A Seat at the Table - Art & Collectors
It is with full confidence that I can say not a single art gallery on Gertrude Street is lowbrow. I mean, it’s Fitzroy: of course they aren't. This week though, I went back to my art history roots, and took a look at A Seat at the Table from Art & Collectors. Spanning 101 years (the oldest work a floral still life from 1925, the most recent a self portrait dating from this year) the exhibition is a snapshot of female Australian artists. At first glance, the show is filled with the prerequisite floral still lives, self-portraits, and snippets of home life that come with the territory of a broad subject matter like simply “female artists.” It's when you look through the works, take them in one by one that you see that this is a show of echoes – artists are echoing each other and themselves, calling out through the decades to continue a conversation.
Anne Marie Hall’s Reclining and Sue Jarvis’ The Striped Chair are bookends of the non-floral, figurative works of the show. The two nudes take you from the traditional, sedate nude of Jarvis to the odd, near abstract, almost amorphous nude by Hall. Karima Baadilla’s Soft places, warm teapot brings a still life tradition that begins with Thea Proctor’s 1925 work into a more textural contemporary moment. Erica Tandori brings the proliferation of Australian flora into the now with her gorgeous eucalypts. The quintessential Aussie beach scene is captured by Dorothy Braund with her highly stylized figures and Tanya Hoddinott finds the theme in abstraction that feels like it’s at the edges of reality.
Above the bookshelf, there’s a section of wall that goes from Nora Wampi in the top right corner and ends with Marjorie Bolton Harvey at the top of the stairs which in itself would have been a stellar show. First Tulips of the Season by Evie Cahir had the artist echoing herself across the room to her portrait of contemporary domesticity that hangs on the opposite wall. The washes of colour, the lightness of the mark making endure for Cahir over the works, though they have little in common on a compositional level. Both in the abstract work and in the figurative one, Cahir paints with a clarity of purpose and a tenderness that suffuses the paintings. This tenderness calls out to so many works through the show – on the walls, in the drawer, in the storeroom – that naming them out individually would belie my point. It is not a radical gathering of works, Rosalie Gascoigne’s Blue Water from 1977 is a captivating assemblage work that is perhaps the most off beat. A weird store of doll hands and advertisements, it is the most avant garde work on display, though its difference to the rest of the showing does not make it feel incongruous.
The show, especially for a commercial show, is masterfully curated. In many ways it felt like stepping back in time to a salon, crouching down to get a better look at the lower works, craning my neck to catch the details above me.
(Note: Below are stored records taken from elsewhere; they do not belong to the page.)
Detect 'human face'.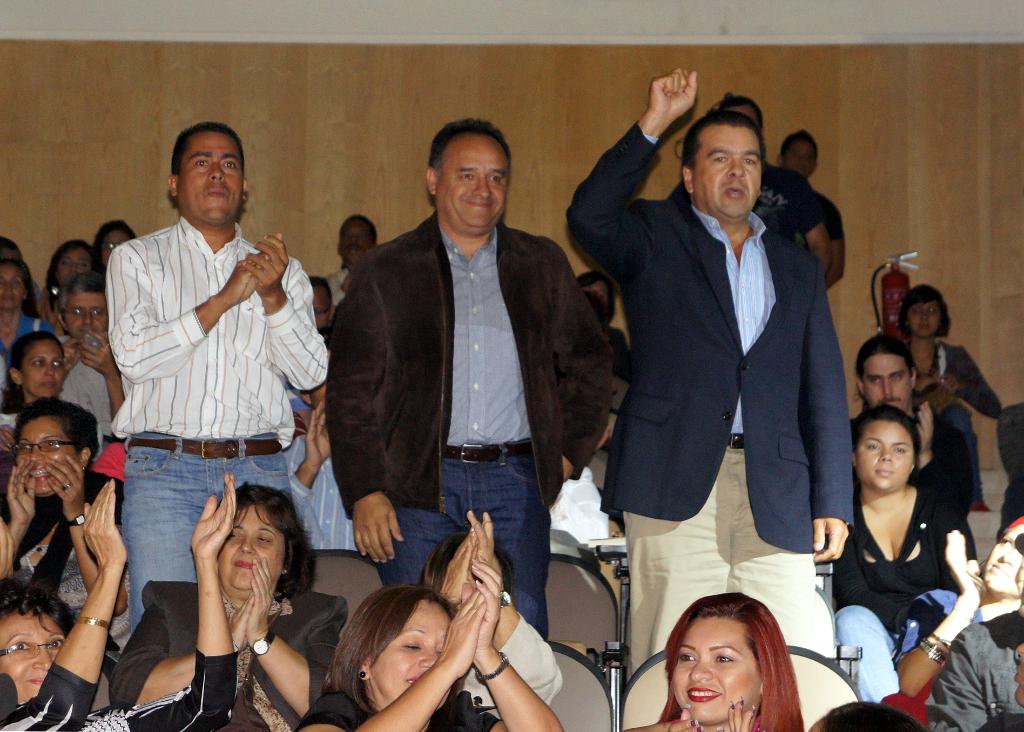
Detected at {"x1": 860, "y1": 425, "x2": 911, "y2": 491}.
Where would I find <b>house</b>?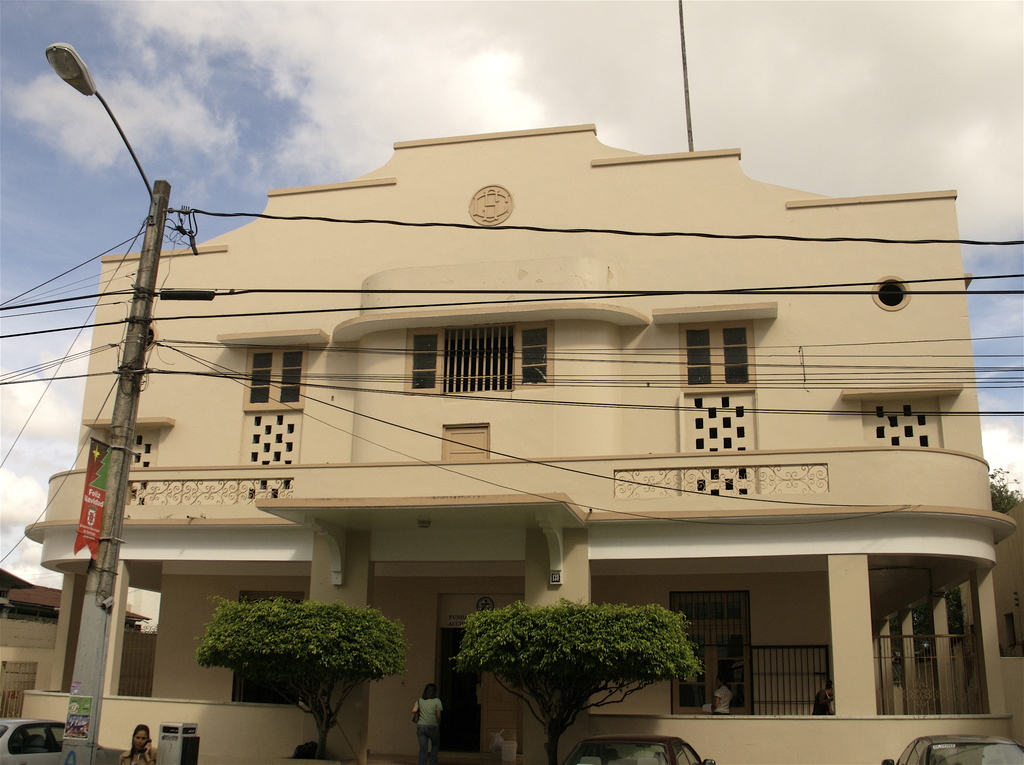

Every additional work I saw seemed to flow into the next. Take your time with the show, ask to see the works on paper. Early works from Deborah Klein ground her current hyperrealistic portraits with her feminist linocut roots. Judy Cassab’s etchings call out to Jennifer Huang’s self portrait. No artist has ever been just one thing – these works ground that with physical proof. There’s a lineage here, both for their practices and the development of art by women in this country over the last century that Art & Collector’s has captured time and again in their selections.
More than anything, it’s a show that made me want to stay a while. Bec and I ducked into the opening, before deciding that the sea of people was perhaps not the ideal viewing environment. On my return, I lingered, looking again and again, with each detail I caught more and more thankful for the pair of people perusing another set of prints as I waited eagerly to see what was tucked away in the drawers of works on paper while others debated print purchases.
A Seat at the Table is on at Art & Collectors until 16 May.